I paged back further, to the scavenger hunt, and was rewarded with a whole page of pictures of each team. My mom’s had consisted of two boys and three girls. I recognized Lucas again, but barely registered his presence or that of the other boy, because almost all of the photographs were of the three girls.

Three girls, with their arms thrown around each other.

Three girls, posing ridiculously for the camera.

Three girls, pressing exaggerated kisses to each other’s cheeks.

They’d done their hair in matching styles: French braids, tied to one side. Woven through each of their braids, there was a white ribbon. It stood out, stark against my mother’s dark hair. One of the other girls was blond, and the third—the third, I recognized.

Her hair was red.

“That’s Sadie-Grace’s stepmother,” Lily realized. “It looks like she and your mother were—”

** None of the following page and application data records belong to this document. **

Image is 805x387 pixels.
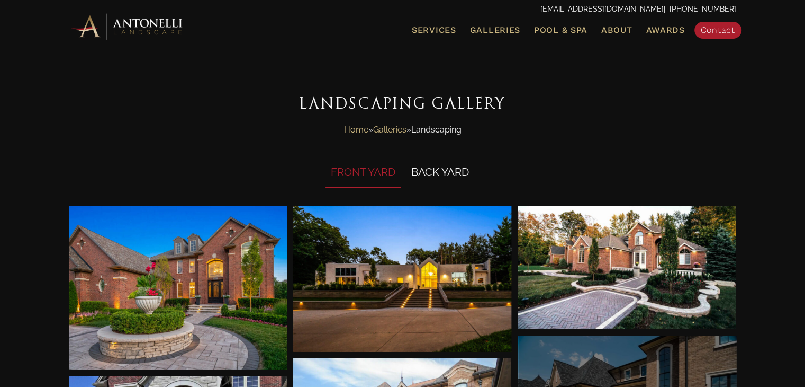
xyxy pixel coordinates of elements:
a: About [597,23,637,37]
span: Services [412,26,456,34]
a: Galleries [466,23,525,37]
li: BACK YARD [406,158,474,187]
nav: Breadcrumbs [69,122,737,138]
span: Landscaping [411,122,462,138]
span: About [602,26,633,34]
a: Awards [642,23,689,37]
a: [EMAIL_ADDRESS][DOMAIN_NAME] [541,5,664,13]
span: Awards [646,25,685,35]
a: Services [408,23,461,37]
span: » » [344,122,462,138]
h2: Landscaping Gallery [69,91,737,116]
a: Contact [695,22,742,39]
span: Galleries [470,25,521,35]
span: Contact [701,25,735,35]
a: Pool & Spa [530,23,592,37]
li: FRONT YARD [326,158,401,187]
span: Pool & Spa [534,25,588,35]
a: Home [344,122,369,138]
p: | [PHONE_NUMBER] [69,3,737,16]
a: Galleries [373,122,407,138]
img: Antonelli Horizontal Logo [69,12,186,41]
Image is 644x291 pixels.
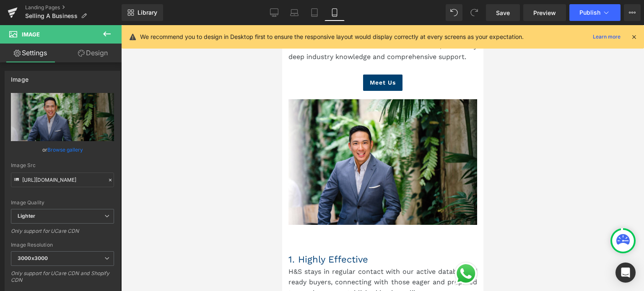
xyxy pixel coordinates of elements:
div: Image Resolution [11,242,114,248]
span: Publish [579,9,600,16]
div: Image Quality [11,200,114,206]
button: Redo [466,4,482,21]
span: Save [496,8,510,17]
a: Tablet [304,4,324,21]
div: Image [11,71,29,83]
a: Send a message via WhatsApp [171,236,197,262]
span: Library [137,9,157,16]
button: Publish [569,4,620,21]
span: Preview [533,8,556,17]
div: Only support for UCare CDN [11,228,114,240]
a: Preview [523,4,566,21]
a: Design [62,44,123,62]
a: Mobile [324,4,345,21]
b: Lighter [18,213,35,219]
div: Only support for UCare CDN and Shopify CDN [11,270,114,289]
div: Open Intercom Messenger [615,263,635,283]
a: Browse gallery [47,143,83,157]
div: or [11,145,114,154]
button: Undo [446,4,462,21]
a: Landing Pages [25,4,122,11]
h3: 1. Highly Effective [6,228,195,241]
span: Selling A Business [25,13,78,19]
input: Link [11,173,114,187]
button: More [624,4,640,21]
a: Desktop [264,4,284,21]
a: Laptop [284,4,304,21]
p: We recommend you to design in Desktop first to ensure the responsive layout would display correct... [140,32,524,41]
span: Meet Us [88,53,114,62]
p: H&S stays in regular contact with our active database of ready buyers, connecting with those eage... [6,241,195,274]
a: Meet Us [81,49,121,66]
img: Business broker assistance [6,74,195,200]
b: 3000x3000 [18,255,48,262]
a: New Library [122,4,163,21]
div: Open WhatsApp chat [171,236,197,262]
a: Learn more [589,32,624,42]
div: Image Src [11,163,114,169]
span: Image [22,31,40,38]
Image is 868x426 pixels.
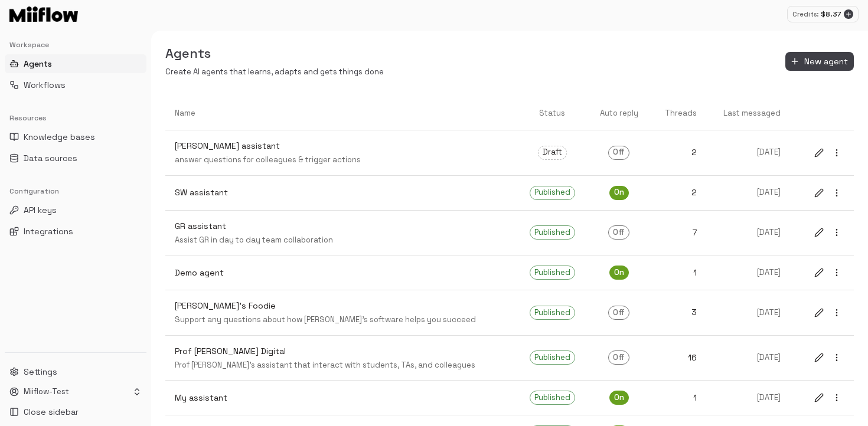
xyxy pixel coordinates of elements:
[517,256,587,289] a: Published
[10,6,78,22] img: Logo
[166,45,384,62] h5: Agents
[651,217,706,248] a: 7
[829,350,845,365] button: more
[166,383,517,414] a: My assistant
[175,140,507,153] p: [PERSON_NAME] assistant
[5,182,146,200] div: Configuration
[587,97,651,131] th: Auto reply
[530,187,574,198] span: Published
[792,10,818,19] p: Credits:
[716,308,781,319] p: [DATE]
[587,256,651,289] a: On
[802,341,854,375] a: editmore
[706,138,790,167] a: [DATE]
[5,363,146,381] button: Settings
[175,300,507,312] p: [PERSON_NAME]'s Foodie
[5,200,146,220] button: API keys
[5,76,146,94] button: Workflows
[610,187,628,198] span: On
[517,381,587,414] a: Published
[175,154,507,166] p: answer questions for colleagues & trigger actions
[587,341,651,374] a: Off
[166,67,384,78] p: Create AI agents that learns, adapts and gets things done
[166,335,517,381] a: Prof [PERSON_NAME] DigitalProf [PERSON_NAME]'s assistant that interact with students, TAs, and co...
[609,308,629,319] span: Off
[660,306,697,319] p: 3
[802,215,854,250] a: editmore
[609,352,629,363] span: Off
[166,290,517,335] a: [PERSON_NAME]'s FoodieSupport any questions about how [PERSON_NAME]'s software helps you succeed
[517,97,587,131] th: Status
[811,186,827,200] button: edit
[802,295,854,330] a: editmore
[706,258,790,288] a: [DATE]
[530,392,574,403] span: Published
[166,211,517,255] a: GR assistantAssist GR in day to day team collaboration
[802,381,854,415] a: editmore
[587,381,651,414] a: On
[175,186,507,199] p: SW assistant
[651,297,706,328] a: 3
[166,177,517,208] a: SW assistant
[660,267,697,279] p: 1
[802,136,854,170] a: editmore
[811,350,827,365] button: edit
[24,226,73,237] span: Integrations
[811,145,827,160] button: edit
[706,343,790,373] a: [DATE]
[530,227,574,239] span: Published
[166,97,517,131] th: Name
[811,265,827,281] button: edit
[651,383,706,414] a: 1
[829,145,845,160] button: more
[5,109,146,127] div: Resources
[610,268,628,279] span: On
[24,58,52,70] span: Agents
[146,30,156,426] button: Toggle Sidebar
[785,52,854,71] button: New agent
[24,387,69,398] p: Miiflow-Test
[175,267,507,279] p: Demo agent
[5,403,146,421] button: Close sidebar
[716,352,781,363] p: [DATE]
[175,360,507,371] p: Prof [PERSON_NAME]'s assistant that interact with students, TAs, and colleagues
[716,187,781,198] p: [DATE]
[175,345,507,357] p: Prof [PERSON_NAME] Digital
[651,257,706,288] a: 1
[716,392,781,403] p: [DATE]
[24,406,78,418] span: Close sidebar
[517,216,587,249] a: Published
[660,352,697,364] p: 16
[5,127,146,146] button: Knowledge bases
[587,216,651,249] a: Off
[716,227,781,239] p: [DATE]
[802,255,854,290] a: editmore
[821,9,841,19] p: $ 8.37
[539,147,567,158] span: Draft
[5,54,146,73] button: Agents
[811,225,827,240] button: edit
[175,235,507,246] p: Assist GR in day to day team collaboration
[5,222,146,240] button: Integrations
[811,305,827,321] button: edit
[609,147,629,158] span: Off
[609,227,629,239] span: Off
[802,176,854,210] a: editmore
[660,227,697,239] p: 7
[24,79,65,91] span: Workflows
[716,147,781,158] p: [DATE]
[530,352,574,363] span: Published
[829,390,845,405] button: more
[587,136,651,169] a: Off
[829,305,845,321] button: more
[166,131,517,175] a: [PERSON_NAME] assistantanswer questions for colleagues & trigger actions
[660,146,697,159] p: 2
[517,136,587,169] a: Draft
[706,178,790,208] a: [DATE]
[530,308,574,319] span: Published
[517,341,587,374] a: Published
[517,176,587,209] a: Published
[660,186,697,199] p: 2
[587,176,651,209] a: On
[5,383,146,400] button: Miiflow-Test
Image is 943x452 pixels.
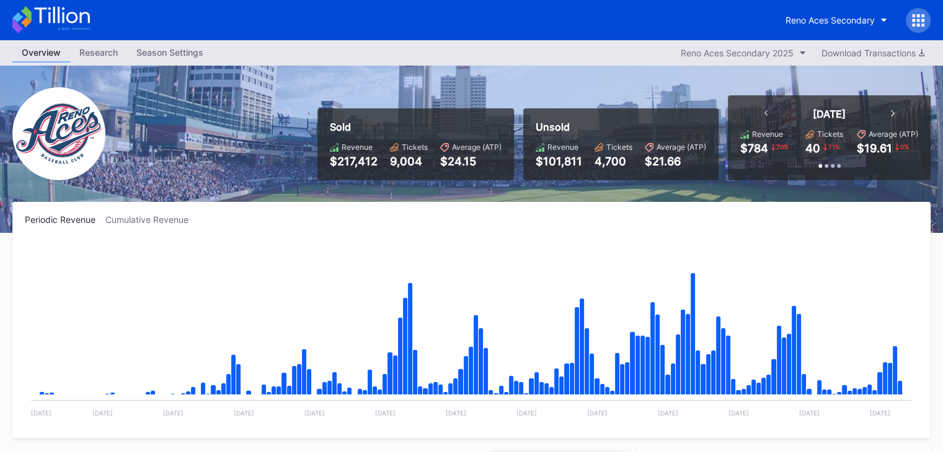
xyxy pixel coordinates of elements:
[31,410,51,417] text: [DATE]
[12,43,70,63] a: Overview
[330,155,377,168] div: $217,412
[645,155,706,168] div: $21.66
[827,142,841,152] div: 71 %
[813,108,845,120] div: [DATE]
[25,240,917,426] svg: Chart title
[12,87,105,180] img: RenoAces.png
[127,43,213,61] div: Season Settings
[817,130,843,139] div: Tickets
[92,410,113,417] text: [DATE]
[446,410,466,417] text: [DATE]
[547,143,578,152] div: Revenue
[899,142,910,152] div: 0 %
[25,214,105,225] div: Periodic Revenue
[868,130,918,139] div: Average (ATP)
[536,155,582,168] div: $101,811
[587,410,607,417] text: [DATE]
[402,143,428,152] div: Tickets
[799,410,819,417] text: [DATE]
[776,9,896,32] button: Reno Aces Secondary
[857,142,892,155] div: $19.61
[105,214,198,225] div: Cumulative Revenue
[752,130,783,139] div: Revenue
[440,155,501,168] div: $24.15
[606,143,632,152] div: Tickets
[536,121,706,133] div: Unsold
[594,155,632,168] div: 4,700
[304,410,325,417] text: [DATE]
[375,410,395,417] text: [DATE]
[815,45,930,61] button: Download Transactions
[656,143,706,152] div: Average (ATP)
[805,142,820,155] div: 40
[674,45,812,61] button: Reno Aces Secondary 2025
[775,142,790,152] div: 70 %
[658,410,678,417] text: [DATE]
[127,43,213,63] a: Season Settings
[234,410,254,417] text: [DATE]
[785,15,875,25] div: Reno Aces Secondary
[390,155,428,168] div: 9,004
[728,410,749,417] text: [DATE]
[681,48,793,58] div: Reno Aces Secondary 2025
[516,410,537,417] text: [DATE]
[330,121,501,133] div: Sold
[70,43,127,61] div: Research
[163,410,183,417] text: [DATE]
[821,48,924,58] div: Download Transactions
[452,143,501,152] div: Average (ATP)
[870,410,890,417] text: [DATE]
[740,142,768,155] div: $784
[70,43,127,63] a: Research
[342,143,373,152] div: Revenue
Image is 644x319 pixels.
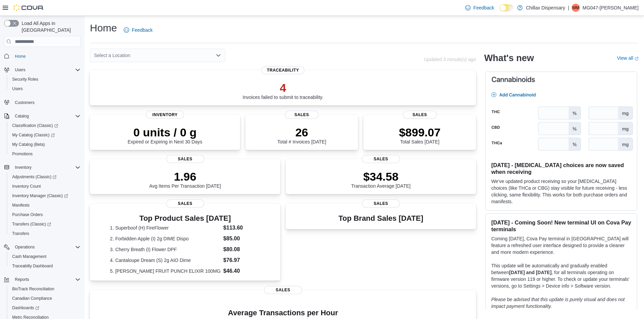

“Not just passing acquaintances?” I suggested. I checked the box for video footage of the hunt and came up empty, so I flipped back further in the book and found more shots of the three girls, almost always together, always a unit, always wearing a white ribbon somewhere on their bodies. There they were at the pool party, legs dangling into the water. At Pearls of Wisdom, they stood side by side behind the stage, proudly displaying their pearls and waiting to go forth.

I flipped forward, past the masquerade. I only found one more picture of the three girls, taken at Christmastime, in front of a two-story-tall tree. They were wearing white scarves and white hats.

They weren’t laughing.

I looked down at the caption—Ellie, Greer, Ana. I flipped past Christmas, to New Year’s, Casino Night, a spa day, something called a “glove luncheon,” the Symphony Ball itself.

There were no more pictures of my mother.

No more pictures of Ana.

Greer was suddenly surrounded by other girls. Other boys. I paused near the end of the memory book on a photograph of Greer being escorted down an elevated platform. Her father—or a man I assumed was her father—was waiting for her at the end, his arm outheld. Greer had a bouquet of white roses in one arm and the other was tucked through the arm of her escort.

Greer Richards, daughter of Edmond and Sarah Richards, I read the caption, escorted by Lucas Ames.

“Sawyer.” Lily’s voice snapped me back to the present. I looked up from the photographs.

“What?” I said. It didn’t take a genius to figure out why my mother had disappeared from the pictures. At some point between Christmas and New Year’s, she’d told her family that she was pregnant.

She’d been on the street by New Year’s Day.

“Sawyer,” Lily said again. “Your phone.”

It was ringing. I pushed aside the question on the surface of my mind—What happened to the other girl? To Ana?—and looked down at the screen. Suddenly my mom’s Debutante year didn’t seem quite so pressing.

The name on caller ID, programmed in during the month I’d spent at her beck and call, was Campbell.